Do Australian schools teach our kids anything about Southeast Asia?

by Michael Wesley - 2 November 2011 10:21AM

This post is part of a debate - click here to see how this debate started and developed.

The point Andrew makes about building demand for Asian language study first is absolutely crucial.

The Gillard Government's discontinuation of funding for Asian language teaching in Australian schools last budget laid to rest a 20-year experiment with top-down, government-led Asia literacy. Government-funded teaching of Japanese, Mandarin, Korean and Indonesian in Australian schools coincided with a long-run erosion of student interest in studying Asian languages.

The next impulse must come from the grassroots; from curious students asking parents, and parents asking principals, about the languages, cultures and societies of Asia.

But in focusing on the failure of Australian schools to teach Asian languages, we're missing the big picture, and probably setting the bar too high. My point is that no Australian school student will be curious about an Asian language while he or she is relatively ignorant about the societies of Asia: their history, geography, politics, economies and so on.

My own education, from year 1 to year 12, contained not one scrap of teaching on Southeast Asia. Not one. No history, geography, society, politics. Imperial China we covered briefly in history, and a smattering of Japan. Perhaps a lesson on haiku. I didn't encounter the societies of Southeast Asia until I got to university. And looking around the Australian schools curriculum, it seems that not much has changed in 30 years. We remain focused on Australian and Western history, literature and social studies.

Is it any wonder Australian school students are reluctant to embark on the study of a language spoken by a society they know nothing about? Is it any wonder Australian kids visiting Southeast Asia's beach resorts with their parents remain incurious about the societies they're visiting?

If we just focus on teaching and learning languages, we're setting the bar too high. Let's focus on teaching about the societies, histories, cultures, politics and economics of the countries to our north first. I'm willing to bet that if we do, a grassroots-led demand for access to learning those languages will follow.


→ **WHAT THE TASK REQUIRES**: Find and copy each line of the records where the string "metal" shows up.

#### RECORDED DATA ####

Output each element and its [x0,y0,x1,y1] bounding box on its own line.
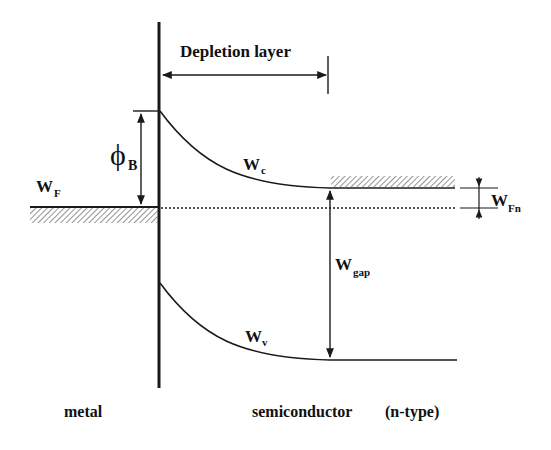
wf-label: W [36,177,53,196]
wgap-subscript: gap [353,266,370,278]
n-type-label: (n-type) [385,403,439,421]
depletion-layer-label: Depletion layer [180,42,291,61]
valence-band-curve [160,283,457,360]
wv-label: W [245,327,262,346]
semiconductor-conduction-electrons [331,176,455,188]
wc-label: W [243,155,260,174]
phi-b-label: ϕ [110,138,126,171]
band-diagram: Depletion layer ϕ B W F W c W Fn W gap W… [0,0,551,450]
wfn-subscript: Fn [508,202,521,214]
metal-label: metal [64,403,103,420]
wgap-label: W [335,255,352,274]
semiconductor-label: semiconductor [252,403,352,420]
phi-b-subscript: B [128,158,137,173]
wc-subscript: c [261,164,266,176]
metal-filled-states [30,207,158,223]
wf-subscript: F [54,187,61,199]
wv-subscript: v [262,336,268,348]
wfn-label: W [491,191,508,210]
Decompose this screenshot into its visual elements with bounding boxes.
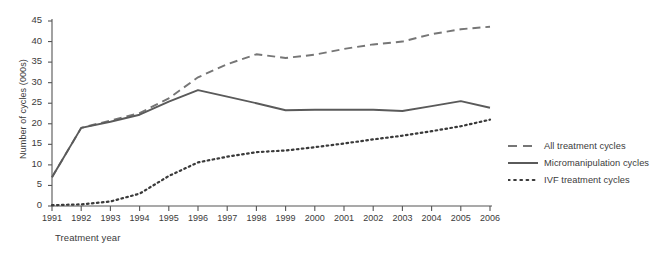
legend-item[interactable]: Micromanipulation cycles xyxy=(508,154,652,171)
y-tick-label: 40 xyxy=(20,35,42,46)
series-line xyxy=(52,27,490,177)
series-line xyxy=(52,90,490,177)
x-tick-label: 2006 xyxy=(473,213,507,223)
axis-layer xyxy=(48,19,492,211)
x-axis-title: Treatment year xyxy=(55,232,120,243)
y-tick-label: 10 xyxy=(20,158,42,169)
y-tick-label: 5 xyxy=(20,178,42,189)
legend-line-icon xyxy=(508,141,538,151)
y-tick-label: 30 xyxy=(20,76,42,87)
line-chart: Number of cycles (000s) 0510152025303540… xyxy=(0,0,652,258)
legend-line-icon xyxy=(508,158,538,168)
y-tick-label: 45 xyxy=(20,14,42,25)
y-tick-label: 20 xyxy=(20,117,42,128)
legend-label: Micromanipulation cycles xyxy=(544,158,649,168)
y-tick-label: 35 xyxy=(20,55,42,66)
legend-label: IVF treatment cycles xyxy=(544,175,630,185)
legend-label: All treatment cycles xyxy=(544,141,626,151)
y-tick-label: 15 xyxy=(20,137,42,148)
chart-legend: All treatment cyclesMicromanipulation cy… xyxy=(508,137,652,188)
series-line xyxy=(52,120,490,206)
y-tick-label: 25 xyxy=(20,96,42,107)
legend-item[interactable]: IVF treatment cycles xyxy=(508,171,652,188)
y-tick-label: 0 xyxy=(20,199,42,210)
series-layer xyxy=(52,27,490,205)
legend-line-icon xyxy=(508,175,538,185)
legend-item[interactable]: All treatment cycles xyxy=(508,137,652,154)
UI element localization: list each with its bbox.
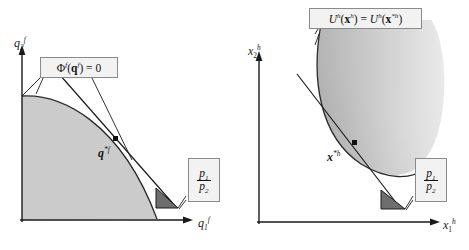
price-ratio-fraction: p1 p2 — [424, 168, 437, 192]
y-axis-label-consumer: x2h — [248, 44, 261, 59]
utility-equation-text: Uh(xh) = Uh(x*h) — [329, 13, 403, 25]
price-ratio-denominator: p2 — [197, 180, 210, 193]
price-leader-1 — [405, 196, 413, 209]
producer-plot — [0, 0, 235, 250]
x-axis-label-producer: q1f — [198, 216, 210, 231]
optimum-point-marker — [113, 136, 118, 141]
price-ratio-fraction: p1 p2 — [197, 168, 210, 192]
price-ratio-triangle — [381, 190, 405, 209]
optimum-point-marker — [352, 140, 357, 145]
panel-producer: q2f q1f Φf(qf) = 0 q*f p1 p2 — [0, 0, 235, 250]
optimum-label-producer: q*f — [98, 146, 110, 161]
y-axis-label-producer: q2f — [14, 36, 26, 51]
production-possibility-set — [22, 96, 157, 220]
panel-consumer: x2h x1h Uh(xh) = Uh(x*h) x*h p1 p2 — [235, 0, 469, 250]
utility-equation-box: Uh(xh) = Uh(x*h) — [309, 8, 422, 29]
price-ratio-numerator: p1 — [424, 168, 437, 180]
phi-leader-1 — [22, 76, 42, 96]
price-ratio-triangle — [156, 188, 178, 208]
price-ratio-denominator: p2 — [424, 180, 437, 193]
consumer-plot — [235, 0, 469, 250]
x-axis-label-consumer: x1h — [443, 218, 456, 233]
x-axis-arrow — [430, 219, 440, 226]
price-ratio-numerator: p1 — [197, 168, 210, 180]
frontier-equation-text: Φf(qf) = 0 — [57, 62, 101, 74]
optimum-label-consumer: x*h — [327, 150, 340, 165]
frontier-equation-box: Φf(qf) = 0 — [40, 57, 118, 78]
price-ratio-box-consumer: p1 p2 — [415, 158, 447, 202]
figure-canvas: q2f q1f Φf(qf) = 0 q*f p1 p2 — [0, 0, 469, 250]
price-ratio-box-producer: p1 p2 — [188, 158, 220, 202]
phi-leader-2 — [36, 76, 44, 94]
x-axis-arrow — [183, 217, 193, 224]
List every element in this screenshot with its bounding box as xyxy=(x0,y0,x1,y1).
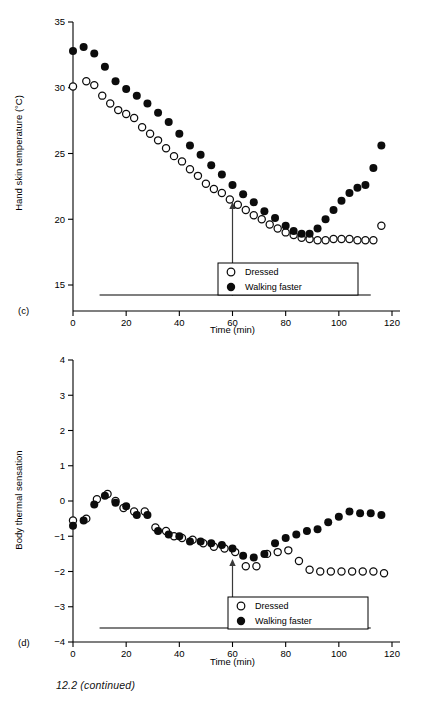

####

→ **EXERCISE ANSWER**:
metal-label: metal [64,403,103,420]
metal-filled-states [30,207,158,223]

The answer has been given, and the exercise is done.